From S. Side nobody to White House
In October of 2003, just nine months before Barack Obama would become a national sensation with his speech at the Democratic National Convention and just five months before he would win the Democratic primary for the U.S. Senate, the Chicago Tribune took a poll.
The poll found that only 9 percent of Democratic voters in Illinois favored Obama for the Senate seat being vacated by Republican Peter Fitzgerald.
Nine lousy percent.
By January, the picture had changed only slightly. Obama was up to 14 percent.
It's easily forgotten today, but when the history books are written, here's a point that should be considered:
Before Barack Obama was somebody, he was pretty much nobody.
By that I mean, practically right up until the moment that his star ascended, Obama was an unknown even in his home base of Chicago, familiar mainly within his own Hyde Park community and to a coterie of political insiders beyond it.
Although by then he was in his second full term in the state Senate, he wasn't a major force in local politics or the Legislature. He wasn't the guy you had to have on your side to get elected. He wasn't the person to whom the media turned for an opinion when there was a matter of local urgency. If he'd gotten in a tussle with his local alderman, he would have been considered the underdog. The thrashing that he'd received in 2000 when he tried to bounce U.S. Rep. Bobby Rush out of Congress was not regarded as a fluke. If he'd challenged Rush again in 2004, he would have likely tasted more of the same.
Obama's ascension was so stunningly rapid in 2004 that he became a national figure even before he'd cemented his position as a local one. The convention speech put him on the radar as a potential presidential candidate even though it would be several more months before he was actually elected to the U.S. Senate.
And yet, among most of those who did know him, there was always a sense that Barack Obama, even in his period of relative obscurity, would surely be somebody. His political talent excited the insiders. They saw his potential. They knew he could go national.
This created the type of background buzz that when his television commercials finally hit during that primary and melded with newspaper endorsements, Obama's popularity spread virally.
The guy polling 9 percent ended up winning that seven-way primary with 53 percent of the vote, and the buzz hasn't stopped since.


Copy out each line of the data that contains "axis".

Supplied information:

● ● ● ● ● ● ●

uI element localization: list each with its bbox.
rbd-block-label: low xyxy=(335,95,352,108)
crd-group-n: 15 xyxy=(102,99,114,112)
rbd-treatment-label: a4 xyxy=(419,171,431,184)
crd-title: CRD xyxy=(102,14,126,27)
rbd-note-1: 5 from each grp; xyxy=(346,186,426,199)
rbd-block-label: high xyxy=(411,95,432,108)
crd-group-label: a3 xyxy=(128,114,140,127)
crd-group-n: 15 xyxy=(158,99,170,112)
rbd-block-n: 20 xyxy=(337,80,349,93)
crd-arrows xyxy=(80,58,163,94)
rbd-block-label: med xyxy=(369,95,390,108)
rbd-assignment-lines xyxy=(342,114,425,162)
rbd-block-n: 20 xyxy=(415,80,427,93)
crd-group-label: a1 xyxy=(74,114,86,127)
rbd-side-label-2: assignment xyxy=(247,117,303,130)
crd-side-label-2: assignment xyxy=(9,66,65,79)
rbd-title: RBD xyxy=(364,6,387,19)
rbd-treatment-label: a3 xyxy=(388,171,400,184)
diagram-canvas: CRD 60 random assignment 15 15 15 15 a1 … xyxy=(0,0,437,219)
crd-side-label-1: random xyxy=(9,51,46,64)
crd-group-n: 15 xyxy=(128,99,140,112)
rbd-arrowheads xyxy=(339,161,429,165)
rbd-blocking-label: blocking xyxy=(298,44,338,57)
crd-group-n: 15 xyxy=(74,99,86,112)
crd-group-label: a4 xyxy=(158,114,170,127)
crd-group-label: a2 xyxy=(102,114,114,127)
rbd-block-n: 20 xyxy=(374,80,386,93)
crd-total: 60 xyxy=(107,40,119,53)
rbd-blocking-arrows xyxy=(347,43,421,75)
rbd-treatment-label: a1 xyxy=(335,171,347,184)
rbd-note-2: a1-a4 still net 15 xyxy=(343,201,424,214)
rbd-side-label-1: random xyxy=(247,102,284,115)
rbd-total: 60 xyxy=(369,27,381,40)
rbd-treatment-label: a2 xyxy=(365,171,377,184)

● ● ● ● ● ● ●

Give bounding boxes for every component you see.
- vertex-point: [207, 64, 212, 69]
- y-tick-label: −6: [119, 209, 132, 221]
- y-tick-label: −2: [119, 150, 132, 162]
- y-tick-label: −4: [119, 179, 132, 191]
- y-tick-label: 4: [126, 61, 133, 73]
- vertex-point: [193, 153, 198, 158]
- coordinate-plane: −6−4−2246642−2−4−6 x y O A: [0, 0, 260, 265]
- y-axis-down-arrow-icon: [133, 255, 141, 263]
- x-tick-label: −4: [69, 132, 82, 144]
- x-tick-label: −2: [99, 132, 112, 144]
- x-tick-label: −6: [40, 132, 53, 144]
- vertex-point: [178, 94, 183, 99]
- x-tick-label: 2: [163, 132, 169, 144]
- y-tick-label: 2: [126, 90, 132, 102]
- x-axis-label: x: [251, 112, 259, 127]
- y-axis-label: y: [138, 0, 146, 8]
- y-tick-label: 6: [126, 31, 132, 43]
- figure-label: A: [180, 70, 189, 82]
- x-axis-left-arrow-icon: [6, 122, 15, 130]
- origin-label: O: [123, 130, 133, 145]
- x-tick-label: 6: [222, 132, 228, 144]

● ● ● ● ● ● ●

Exercise response:
- y-axis-down-arrow-icon: [133, 255, 141, 263]
- x-axis-label: x: [251, 112, 259, 127]
- y-axis-label: y: [138, 0, 146, 8]
- x-axis-left-arrow-icon: [6, 122, 15, 130]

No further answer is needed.